Daniel Lyonsmith, an aide to Allan Bergman, president of the Anixter Center, which serves more than 5,000 people with developmental disabilities, says human services are chronically under-funded by the General Assembly.

“This is something they have all been doing to themselves for a long time, and human services is the one that pays the price,” he says. “This is a crisis that has been put off and put off and put off. They don’t make any serious policy actions until there’s a looming deadline.”

And the consequences of the legislature’s procrastination will be far-reaching, Lyonsmith says. The Anixter Center will likely cut a program that secures jobs for about 200 developmentally disabled people.

It will lose all of its $5 million in state grant funding, and it may have to lay off a quarter of its 400 employees.

“It’s shocking to me,” he says. “I think what I’m shocked about is the political system.

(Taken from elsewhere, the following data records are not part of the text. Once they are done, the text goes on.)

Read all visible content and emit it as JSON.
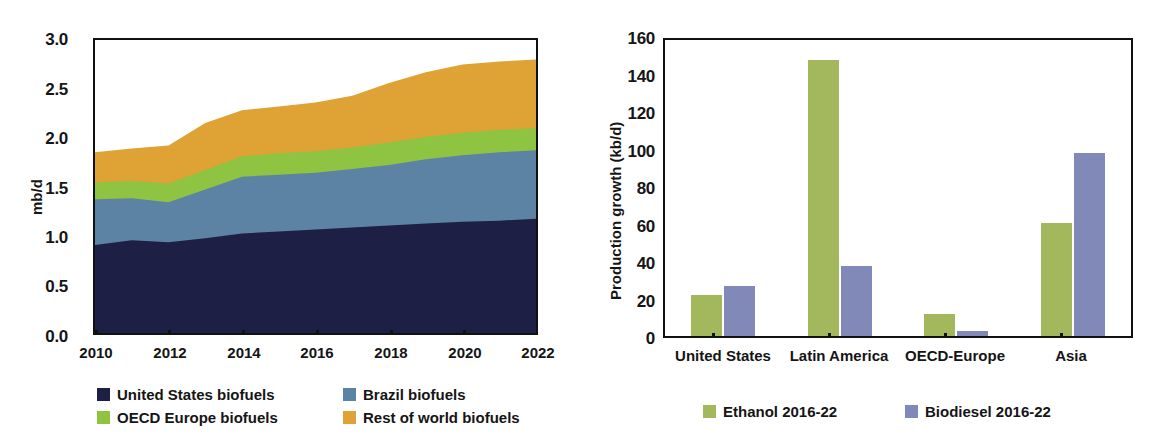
{
  "figure": {
    "title_fragment": ""
  },
  "left_chart": {
    "ylabel": "mb/d",
    "y_ticks": [
      "0.0",
      "0.5",
      "1.0",
      "1.5",
      "2.0",
      "2.5",
      "3.0"
    ],
    "x_ticks": [
      "2010",
      "2012",
      "2014",
      "2016",
      "2018",
      "2020",
      "2022"
    ],
    "legend": [
      {
        "label": "United States biofuels",
        "color": "#1d2044"
      },
      {
        "label": "Brazil biofuels",
        "color": "#5c83a4"
      },
      {
        "label": "OECD Europe biofuels",
        "color": "#8fc342"
      },
      {
        "label": "Rest of world biofuels",
        "color": "#dfa235"
      }
    ]
  },
  "right_chart": {
    "ylabel": "Production growth (kb/d)",
    "y_ticks": [
      "0",
      "20",
      "40",
      "60",
      "80",
      "100",
      "120",
      "140",
      "160"
    ],
    "x_ticks": [
      "United States",
      "Latin America",
      "OECD-Europe",
      "Asia"
    ],
    "legend": [
      {
        "label": "Ethanol 2016-22",
        "color": "#a3b85c"
      },
      {
        "label": "Biodiesel 2016-22",
        "color": "#8189b8"
      }
    ]
  },
  "chart_data": [
    {
      "type": "area",
      "stacked": true,
      "title": "Biofuels supply",
      "xlabel": "",
      "ylabel": "mb/d",
      "xlim": [
        2010,
        2022
      ],
      "ylim": [
        0.0,
        3.0
      ],
      "yticks": [
        0.0,
        0.5,
        1.0,
        1.5,
        2.0,
        2.5,
        3.0
      ],
      "xticks": [
        2010,
        2012,
        2014,
        2016,
        2018,
        2020,
        2022
      ],
      "gridlines_y": [
        2.0,
        2.5
      ],
      "grid": "dashed-partial",
      "legend_position": "below",
      "x": [
        2010,
        2011,
        2012,
        2013,
        2014,
        2015,
        2016,
        2017,
        2018,
        2019,
        2020,
        2021,
        2022
      ],
      "series": [
        {
          "name": "United States biofuels",
          "color": "#1d2044",
          "values": [
            0.9,
            0.95,
            0.93,
            0.97,
            1.02,
            1.04,
            1.06,
            1.08,
            1.1,
            1.12,
            1.14,
            1.15,
            1.17
          ]
        },
        {
          "name": "Brazil biofuels",
          "color": "#5c83a4",
          "values": [
            0.47,
            0.43,
            0.41,
            0.5,
            0.58,
            0.58,
            0.58,
            0.6,
            0.62,
            0.66,
            0.68,
            0.7,
            0.7
          ]
        },
        {
          "name": "OECD Europe biofuels",
          "color": "#8fc342",
          "values": [
            0.17,
            0.18,
            0.19,
            0.2,
            0.21,
            0.22,
            0.22,
            0.22,
            0.23,
            0.23,
            0.23,
            0.23,
            0.23
          ]
        },
        {
          "name": "Rest of world biofuels",
          "color": "#dfa235",
          "values": [
            0.31,
            0.33,
            0.39,
            0.48,
            0.47,
            0.48,
            0.5,
            0.53,
            0.61,
            0.66,
            0.7,
            0.7,
            0.7
          ]
        }
      ],
      "stack_tops": {
        "United States biofuels": [
          0.9,
          0.95,
          0.93,
          0.97,
          1.02,
          1.04,
          1.06,
          1.08,
          1.1,
          1.12,
          1.14,
          1.15,
          1.17
        ],
        "Brazil biofuels": [
          1.37,
          1.38,
          1.34,
          1.47,
          1.6,
          1.62,
          1.64,
          1.68,
          1.72,
          1.78,
          1.82,
          1.85,
          1.87
        ],
        "OECD Europe biofuels": [
          1.54,
          1.56,
          1.53,
          1.67,
          1.81,
          1.84,
          1.86,
          1.9,
          1.95,
          2.01,
          2.05,
          2.08,
          2.1
        ],
        "Rest of world biofuels": [
          1.85,
          1.89,
          1.92,
          2.15,
          2.28,
          2.32,
          2.36,
          2.43,
          2.56,
          2.67,
          2.75,
          2.78,
          2.8
        ]
      }
    },
    {
      "type": "bar",
      "title": "Biofuels production growth by region",
      "xlabel": "",
      "ylabel": "Production growth (kb/d)",
      "ylim": [
        0,
        160
      ],
      "yticks": [
        0,
        20,
        40,
        60,
        80,
        100,
        120,
        140,
        160
      ],
      "gridlines_y": [
        20,
        40,
        60,
        80,
        100,
        120,
        140
      ],
      "grid": "dashed-horizontal",
      "legend_position": "below",
      "categories": [
        "United States",
        "Latin America",
        "OECD-Europe",
        "Asia"
      ],
      "series": [
        {
          "name": "Ethanol 2016-22",
          "color": "#a3b85c",
          "values": [
            22,
            149,
            12,
            61
          ]
        },
        {
          "name": "Biodiesel 2016-22",
          "color": "#8189b8",
          "values": [
            27,
            38,
            3,
            99
          ]
        }
      ]
    }
  ]
}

This is how we do it here.”

Peller says many low-income HIV/AIDS patients will lose access to free medication, if an estimated $15 million in HIV/AIDS funding is cut.

“It’s a third world situation we’re facing here. This is what happens in Africa, not in Illinois, or Chicago or the United States. We’re all going to pay the price,” he says. Peller says fewer medications will be available, and for the first time ever, there will be a waiting list for medication.

The “most significant and frightening” costs, he says, will be the cuts to HIV prevention and education programs. Peller estimates about $7 million of the roughly $10 million allocated to prevention programs would be cut, and many outreach programs in minority communities would suffer.

“The long-range costs of the budget cuts are almost unthinkable,” Peller says.

Advocates are also concerned about the number of jobs that could be lost if agencies are forced to make cuts. The lack of tax revenue and health insurance could further deteriorate the state’s economic situation, they say.

“Legislators are putting politics ahead of people’s needs,” Peller says. “They need to look at solutions and to look at realistic solutions…there is no magic bullet here.”

Quinn recalled the General Assembly to Springfield; a vote on the budget is expected Wednesday.

Daily News Staff Writer Alex Parker covers public health. He can be reached at 773.362.5002, ext. 17, or alex [at] chitowndailynews [dot] org.

Discuss

DAVID JENKINS, 07-17-2009

"Frightening?" For those of us who don't feel it is the role of government to provide social services, it could be described as "uplifting".